The chorus electron whistle
Earth's farthest plasma region holds various plasma. It has a somewhat warmer temperature, and a "tenuous," or weakly constituted property. The plasma wave produced in this warmer, thinner plasma is not wild and energetically piercing as is the plasma that produces Whistler waves. The whistle of this plasma wave sounds relaxed, with a rising (ascending) pitch that contrasts against the whistler wave are piercingly energetic, descending pitch.
Chorus waves are intriguing because they are "created when electrons are pushed towards the night side of Earth — which in some cases, may be caused by magnetic reconnection." Magnetic reconnection is a violent process in which magnetic lines splice to other magnetic lines, kindling, among other things, thermal energy and electron particle acceleration.
Magnetic reconnection in the plasmasphere causes "a dynamic explosion of tangled magnetic lines on the dark side of Earth," as Johnson-Groh describes it. Through magnetic reconnection, some released "low energy electrons hit the plasma," interacting with the ions and electrons composing the plasma, "imparting their energy and creating a unique rising tone" for this electron plasma wave whistle.
The hiss electron whistle
The plasmasphere, the plasma region nearest Earth, produces a second whistle-mode wave of undetermined cause. The plasma is dense and cold in the plasmasphere. The whistle produced by cold, slow particle and plasma interactions is steady and slow, with gradual peaks and dips of whistling.
Sounding similar to radio static, this whistle-mode sound is called the hiss.
The two theories explaining the plasmasphere hiss start with particles entering the plasmasphere from another zone. One theory suggests lightning particles forcefully injected into the plasmasphere cause the hiss (as well as causing the whistler wave). Another theory suggests chorus wave particles — pushed to the violent night-side — leak into the plasmasphere from the warmer plasma zone and cause the hiss.
Electron particle waves and space weather
The Van Allen Probes mission is "to understand the dynamics of plasma waves to improve predictions of space weather." The Probes were launched in 2012 (nasa.gov/missions/, Van Allen Probes) as a response to the discovery in 2008 (science.nasa.gov/, "Giant Breach in Earth's Magnetic Field") of an unexpected hole in Earth's magnetosphere — protective magnetic egg-shaped bubble — and of unexpected behavior of Earth's magnetic field lines, which were reconnecting in unpredictable ways.
The magnetosphere hole and magnetic line behavior discoveries were of scientific interest because an in tact magnetosphere prevents the penetration to Earth's environment of solar blasts — space weather — from coronal mass ejections, solar flares, and other solar activity. A magnetosphere hole and unpredictable magnetic line behavior degrade the level of protection the magnetosphere provides against the encroachment of solar space weather, which can disable GPS satellites, communications satellites, military satellites and scientific satellites while putting astronauts in space at risk.
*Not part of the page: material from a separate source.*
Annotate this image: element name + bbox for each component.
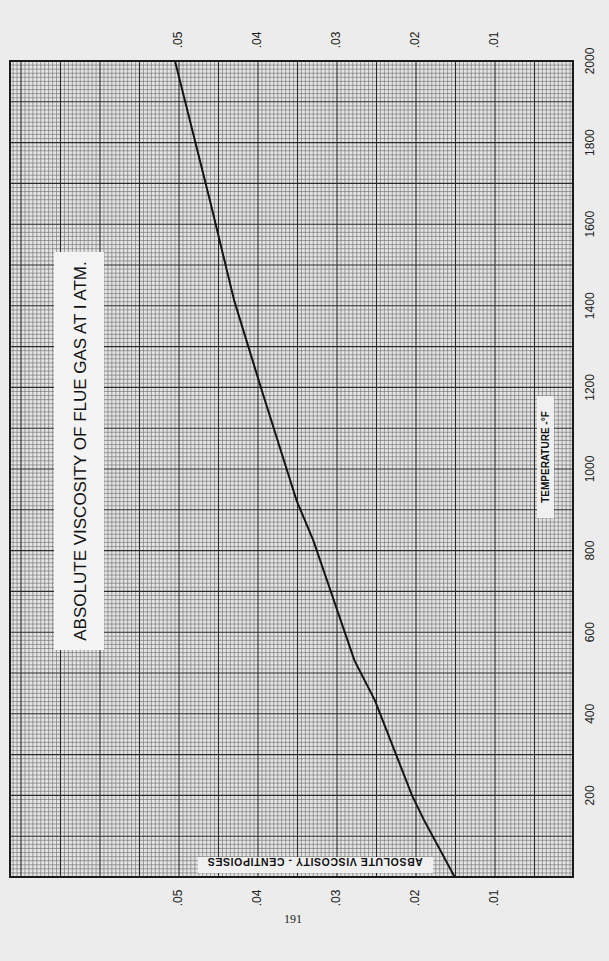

Audible electron particle science
Equipped with the Electric and Magnetic Field Instrument Suite and Integrated Science, or EMFISIS, two Van Allen spacecraft were launched into Earth orbit to "measure electric and magnetic waves." The two EMFISIS recorded "changes in the frequency of the electric and magnetic fields" as they interacted with plasmatic ions and electrons, frequencies scientists later shifted to the audible range of the electromagnetic spectrum. As a bonus of understanding the dynamics of plasma waves, we "can listen to the sounds of space," or electron particle whistles, in the near-Earth region of the magnetosphere.